VATICAN CITY (AP) -- A Catholic archbishop kidnapped in Iraq has been freed, the Vatican said Tuesday.
The Pope, who had prayed for the bishop's release, was informed immediately of the release, said papal spokesman Joaquin Navarro-Valls. "He changed his prayer to one of thanks," he said.
A ransom of $200,000 US initially had been demanded but the bishop was released without the payment of any money, the Vatican said.
Kidnapped on Monday was Basile Georges Casmoussa, 66, of the Syrian Catholic Church, one of the branches of the Roman Catholic Church.
The Vatican had branded the kidnapping a "despicable terrorist act" and demanded his immediate release.
A priest in Iraq said on condition of anonymity that the archbishop was walking in front of the Al-Bishara church in Mosul's eastern neighbourhood of Muhandeseen when gunmen forced him into a car and drove away.
Mosul, in Iraq's north, has been a hotspot for the violent insurgency in recent months.
The reason for the kidnapping was unclear but Christians - tens of thousands of whom live in and around Mosul - have been subjected to attacks in the past.
Christians make up just three per cent of Iraq's 26 million people. The major Christian groups in Iraq include Chaldean-Assyrians and Armenians. There are small numbers of Roman Catholics.
Officials estimate that as many as 15,000 Iraqi Christians have left the country since August, when four churches in Baghdad and one in Mosul were attacked in a co-ordinated series of car bombings. The attacks killed 12 people and injured 61 others.
Another church was bombed in Baghdad in September.
However, Navarro-Valls said the Vatican didn't view the kidnapping as an anti-Christian act but part of the general climate of violence in Iraq. He said the archbishop was well-loved in the community.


Print exactly the line that contains "The image size is (1013, 449)." along with every line beneath it to the end of the records below, and omit pictures.

Screenshot grounding data
——

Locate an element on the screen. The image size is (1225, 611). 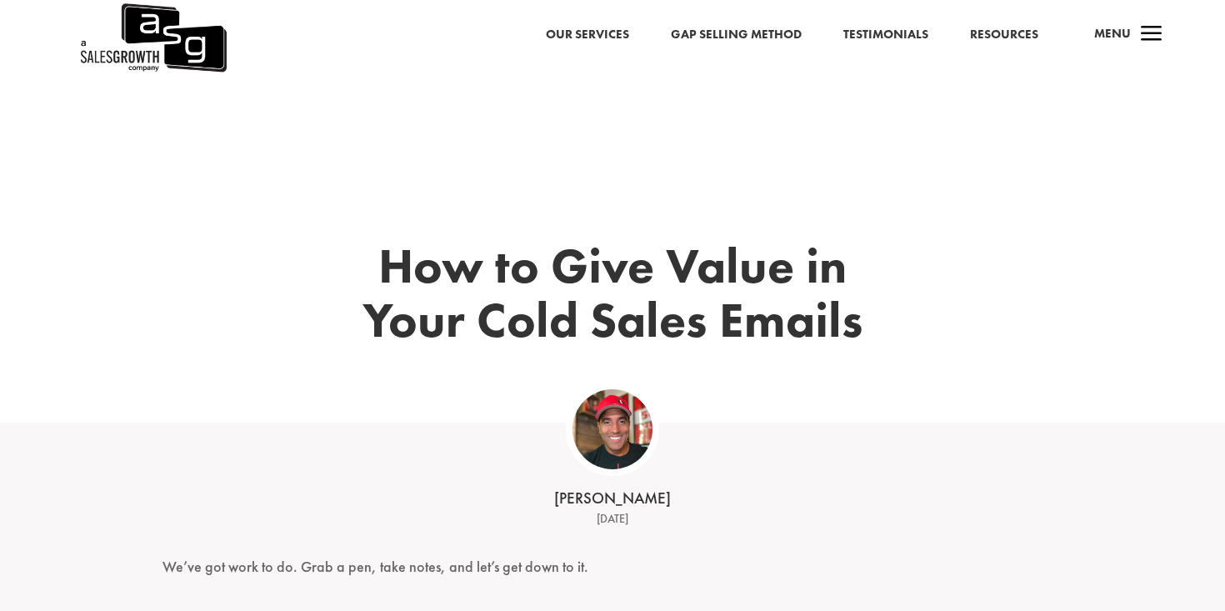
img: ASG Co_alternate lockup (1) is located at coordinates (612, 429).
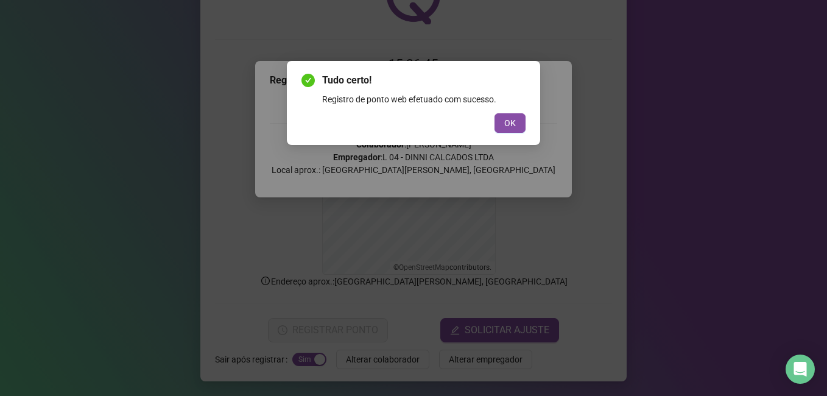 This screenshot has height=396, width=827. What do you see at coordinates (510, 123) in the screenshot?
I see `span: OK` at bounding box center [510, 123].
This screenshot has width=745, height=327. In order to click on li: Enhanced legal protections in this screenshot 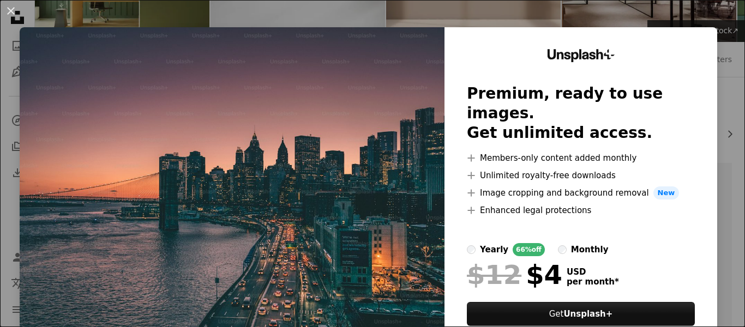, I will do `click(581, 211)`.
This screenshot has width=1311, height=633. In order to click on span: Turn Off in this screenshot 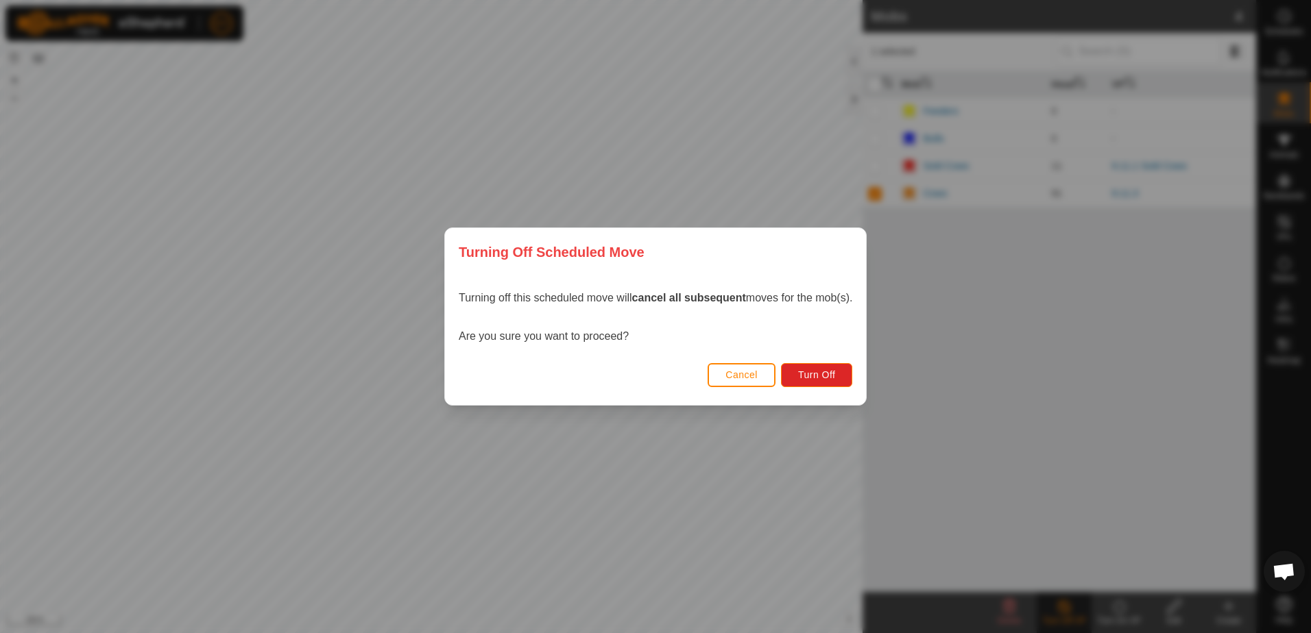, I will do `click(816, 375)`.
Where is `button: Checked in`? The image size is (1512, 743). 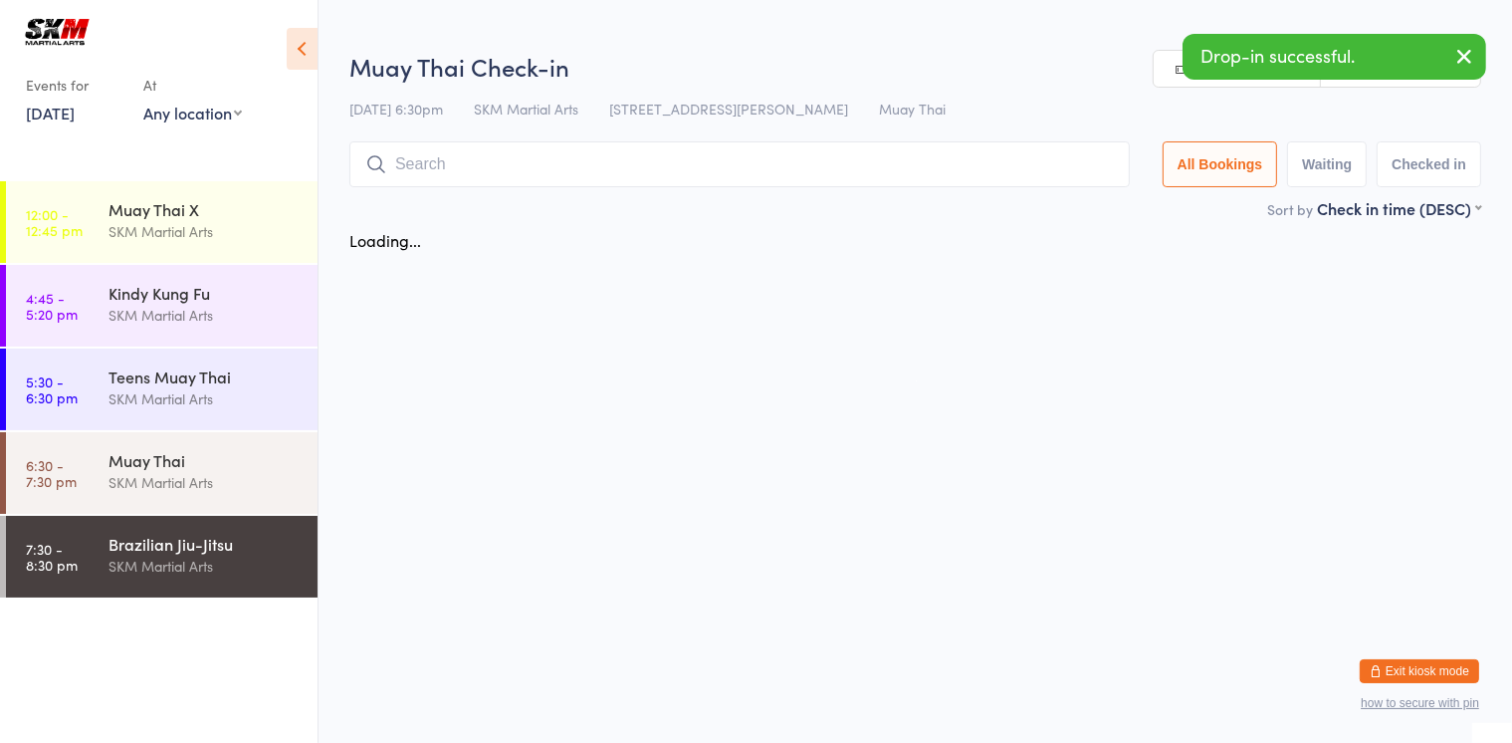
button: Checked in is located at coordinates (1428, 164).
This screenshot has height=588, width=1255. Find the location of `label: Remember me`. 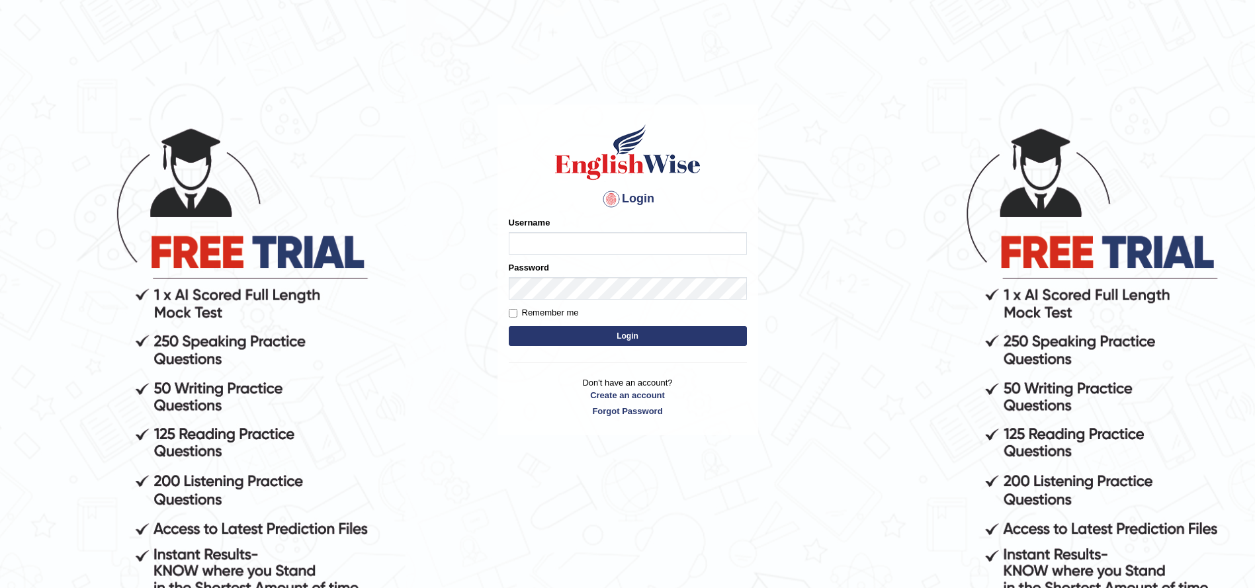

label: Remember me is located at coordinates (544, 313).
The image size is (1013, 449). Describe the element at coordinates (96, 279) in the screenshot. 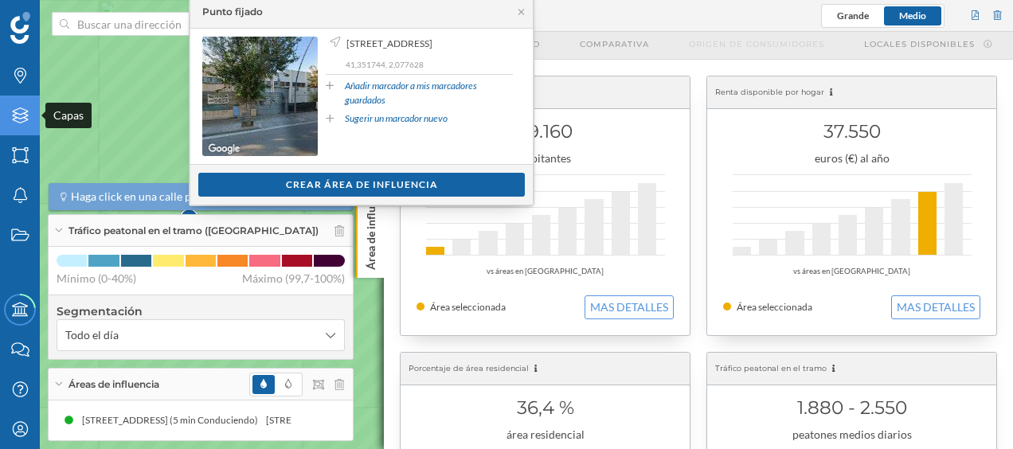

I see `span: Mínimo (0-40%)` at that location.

——

» **Answer for the task**:
The image size is (1013, 449). Describe the element at coordinates (96, 279) in the screenshot. 

I see `span: Mínimo (0-40%)` at that location.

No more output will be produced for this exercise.